Sunday, November 22, 2009

Blog #7

Schofer, Schluter, Gershlick et al. “Sirolimus-eluting stents for treatment of patients with long atherosclerotic lesions in small coronary arteries: double-blind, randomized controlled trial.” Lancet. 362. October 2 (2003): 1093-1099. Print.

http://www.sciencedirect.com/science?_ob=ArticleURL&_udi=B6T1B-49NV339-7&_user=489286&_rdoc=1&_fmt=&_orig=search&_sort=d&_docanchor=&view=c&_searchStrId=1121247921&_rerunOrigin=scholar.google&_acct=C000022678&_version=1&_urlVersion=0&_userid=489286&md5=3c4c00a33c12270374d606039ea7a222


This article from Lancet provides more information about the Sirolimus-eluting stent. The previous article proves that Sirolimus-elutin stents are more effective than a bare metal-stents in preventing neointimal hyperplasia. This study helps confirm this belief.

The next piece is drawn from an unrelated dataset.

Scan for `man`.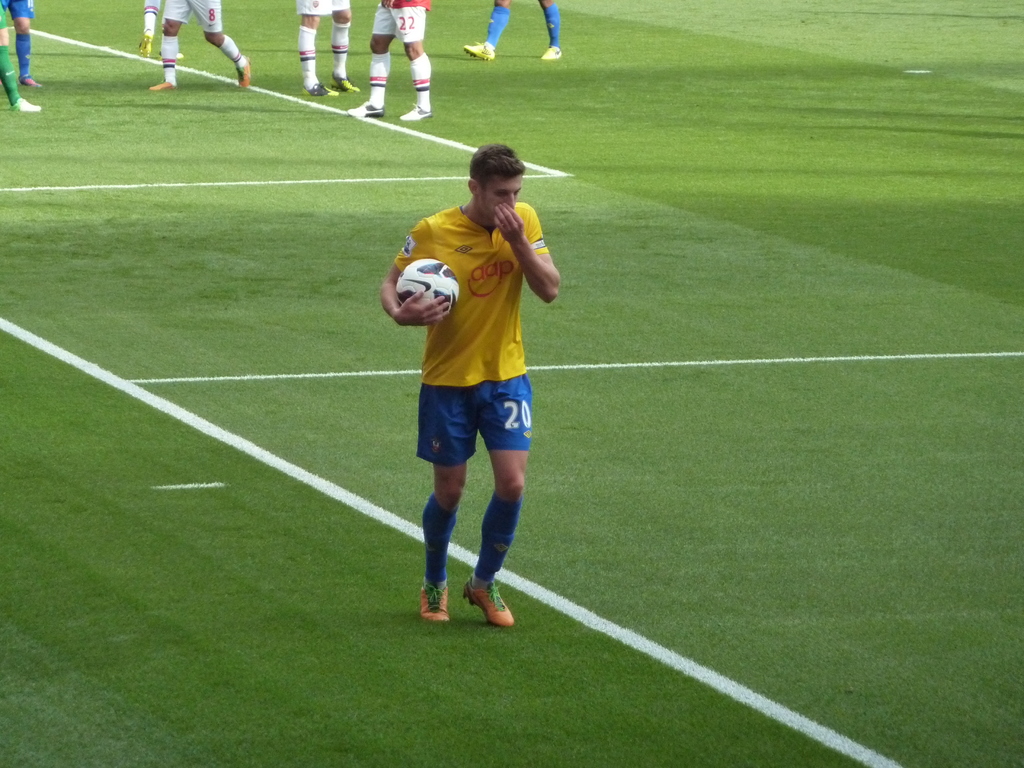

Schofer and his colleagues in Germany went further in depth and examined patients with higher risk profiles for restenosis. This higher risk group included patients with previous myocardial infarction (42%) and current smokers (33%). They often tended to have small mean reference vessel diameter and long average lesion length, both of which predispose to restenosis. 352 patients were enrolled in this study, with vessel diameters ranging from 2.5-3 mm and lesion length from 15-32 mm. Two groups were compared, a sirolimus-eluting stent group (n=175) and a bare-metal stent group (control, n=177). The researchers examined the difference in lumen diameter after 8 months and whether patients had major adverse cardiac events at 9 months. It was a double blind study and randomized to allow for an effective examination of the two groups.

This trial concluded that sirolimus-eluting stents are more effective than the typical bare-metal stent. After 8 months, the control group had a significantly higher lumen diameter than the sirolimus-eluting group (2.22 vs 1.33). The sirolimus-eluting group also had significantly lower adverse cardiac events (8% vs 22.6%) and a lower need for target-lesion revascularizations. This study shows that for every 1000 patients undergoing stent implantation, with sirolimus-eluting stents, about 170 will be spared a repeat procedure.

This article presents sirolimus-eluting stents as an effective, new technique to reduce restenosis and the need for future procedures. However, this paper also presented a pressing health risk associated with the use of drug-eluting stents—stent thrombosis. In this study, there were two subacute stent thromboses (formation of blood clots in the vessel which could lead to future heart attacks) in sirolimus-stent patients, but none in the control. While researchers claimed that the frequency of stent thromboses between the study groups was “far from significant and might thus be due to chance,” this study for the first time raised the alarm and suggested that potentially catastrophic stent thrombosis from drug-eluting stents might be real problem which thus must be further studied.